I do. I try to deduce as many things as I can about her life without historically unwarranted guesses. She was, in her time, simply one among the women, and distinguished only by the fact that she must have raised at least two daughters to adulthood. Since my knowledge of prehistoric life and times is, as time goes on, increasingly based on popular works such as Before the Dawn and The Seven Daughters of Eve (but not the fancruft), it is necessarily flawed. But I can begin to see her.
“Eve” — although she should really have been given a different nickname, like M’tdna — lived 140 to 200,000 years ago, probably in Western Africa, but it is unlikely that she looked like the Western Africans of today. She may have resembled one of the Khoisan, although that is only a better guess because they appear to be the oldest extant human ethnic group. It is certain that she had dark skin and thick hair. She did not wear clothing; full-body clothing seems to have begun some 75,000 years ago. But she may have decorated herself with paint, ornaments and loose string-garments, and engaged in social hair-grooming with her friends. Menarche probably did not happen to her until age 15 or 16, and until that point — since foragers have no estates or empires to consolidate — she probably felt little pressure to enter a pair-bond.
Bearing a dozen children to a poor household is a custom from an agricultural society, not a foraging society. M’tdna probably did not feel obligated to have any more children than the two that she did, although she may have borne two or three more. As her band stayed constantly on the move, she and her age-mates probably practiced infanticide to keep the group mobile and to keep the population in control. Times were probably rather good during her life, if she managed to rear to adulthood two girls who then had children of their own — even if the girls were not considered lesser beings, such a survival rate was generous.
She may have raised her children with her brother, rather than the children’s father, if her group was agnatic. She may have been monogamously or polygamously pair-bonded with the children’s father — which is to say, plain old married, whether she was a single wife or one among several.
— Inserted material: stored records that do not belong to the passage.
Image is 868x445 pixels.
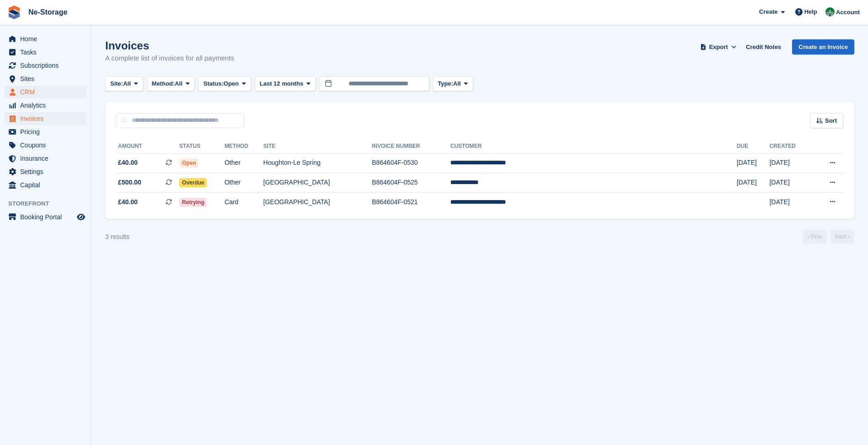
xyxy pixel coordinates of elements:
[225,139,263,154] th: Method
[20,179,75,192] span: Capital
[255,77,316,92] button: Last 12 months
[709,42,728,52] span: Export
[20,46,75,59] span: Tasks
[105,232,129,242] div: 3 results
[737,139,770,154] th: Due
[20,99,75,112] span: Analytics
[76,212,86,223] a: Preview store
[792,39,855,54] a: Create an Invoice
[433,77,473,92] button: Type: All
[372,173,451,193] td: B864604F-0525
[20,73,75,85] span: Sites
[759,7,777,16] span: Create
[203,79,223,88] span: Status:
[105,39,234,52] h1: Invoices
[152,79,175,88] span: Method:
[5,73,86,85] a: menu
[438,79,454,88] span: Type:
[179,198,207,207] span: Retrying
[260,79,303,88] span: Last 12 months
[263,139,371,154] th: Site
[179,178,207,187] span: Overdue
[20,86,75,99] span: CRM
[372,154,451,173] td: B864604F-0530
[20,59,75,72] span: Subscriptions
[105,53,234,63] p: A complete list of invoices for all payments
[111,79,123,88] span: Site:
[20,33,75,45] span: Home
[770,192,812,212] td: [DATE]
[7,5,21,19] img: stora-icon-8386f47178a22dfd0bd8f6a31ec36ba5ce8667c1dd55bd0f319d3a0aa187defe.svg
[123,79,131,88] span: All
[453,79,461,88] span: All
[770,154,812,173] td: [DATE]
[224,79,239,88] span: Open
[5,166,86,178] a: menu
[225,154,263,173] td: Other
[5,112,86,125] a: menu
[372,139,451,154] th: Invoice Number
[825,116,837,126] span: Sort
[5,99,86,112] a: menu
[198,77,251,92] button: Status: Open
[8,200,91,209] span: Storefront
[20,152,75,165] span: Insurance
[742,39,785,54] a: Credit Notes
[5,211,86,224] a: menu
[225,173,263,193] td: Other
[372,192,451,212] td: B864604F-0521
[20,166,75,178] span: Settings
[263,192,371,212] td: [GEOGRAPHIC_DATA]
[770,173,812,193] td: [DATE]
[737,173,770,193] td: [DATE]
[105,77,143,92] button: Site: All
[826,7,835,16] img: Charlotte Nesbitt
[5,152,86,165] a: menu
[118,178,141,187] span: £500.00
[25,5,71,20] a: Ne-Storage
[5,46,86,59] a: menu
[5,86,86,99] a: menu
[179,139,225,154] th: Status
[118,158,138,167] span: £40.00
[770,139,812,154] th: Created
[20,112,75,125] span: Invoices
[5,139,86,152] a: menu
[805,7,817,16] span: Help
[831,230,855,244] a: Next
[175,79,182,88] span: All
[5,33,86,45] a: menu
[802,230,857,244] nav: Page
[803,230,827,244] a: Previous
[263,154,371,173] td: Houghton-Le Spring
[20,211,75,224] span: Booking Portal
[737,154,770,173] td: [DATE]
[179,158,199,167] span: Open
[20,126,75,138] span: Pricing
[116,139,179,154] th: Amount
[118,198,138,207] span: £40.00
[20,139,75,152] span: Coupons
[263,173,371,193] td: [GEOGRAPHIC_DATA]
[836,8,860,17] span: Account
[5,59,86,72] a: menu
[5,179,86,192] a: menu
[698,39,739,54] button: Export
[451,139,737,154] th: Customer
[225,192,263,212] td: Card
[147,77,195,92] button: Method: All
[5,126,86,138] a: menu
How much control the man had over her, whoever he was, we could not say.
If she managed to see two daughters to a childbearing age, she probably reached a decent one herself — 35 or 40. (Stepmothers would be a poor bet for young people in a marginal society.) Her family probably did its best to assist her through her final illness or injury, but senilicide may have been her final destination, or even her choice if times were hard. That would have been it — that would have been all — fifty, perhaps, if she was lucky.
It was a simple life, a small one, and to add more to it is to become the worst kind of historical novelist. So why am I endlessly fascinated with it? She was probably a very ordinary woman. She might have been vain, cruel, manipulative, dull — she was a survivor, that alone is certain. But I could look at her life the way she could have looked at the stars in the sky.
. . .I don’t know if the stars are campfires in the sky. Or holes in a skin through which the flame of power looks down on us. Sometimes I think one way. Sometimes I think a different way. Once I thought there are no campfires and no holes but something else, too hard for me to understand.
Rest your neck on a log. Your head goes back. Then you can see only the sky. No hills, no trees, no hunterfolk, no campfire. Just sky. Sometimes I feel I may fall up into the sky. If the stars are campfires, I would like to visit those other hunterfolk – the ones who wander. Then I feel good about falling up. But if the stars are holes in a skin, I become afraid. I don’t want to fall up through a hole and into the flame of power.
I wish I knew which was true. I don’t like not knowing.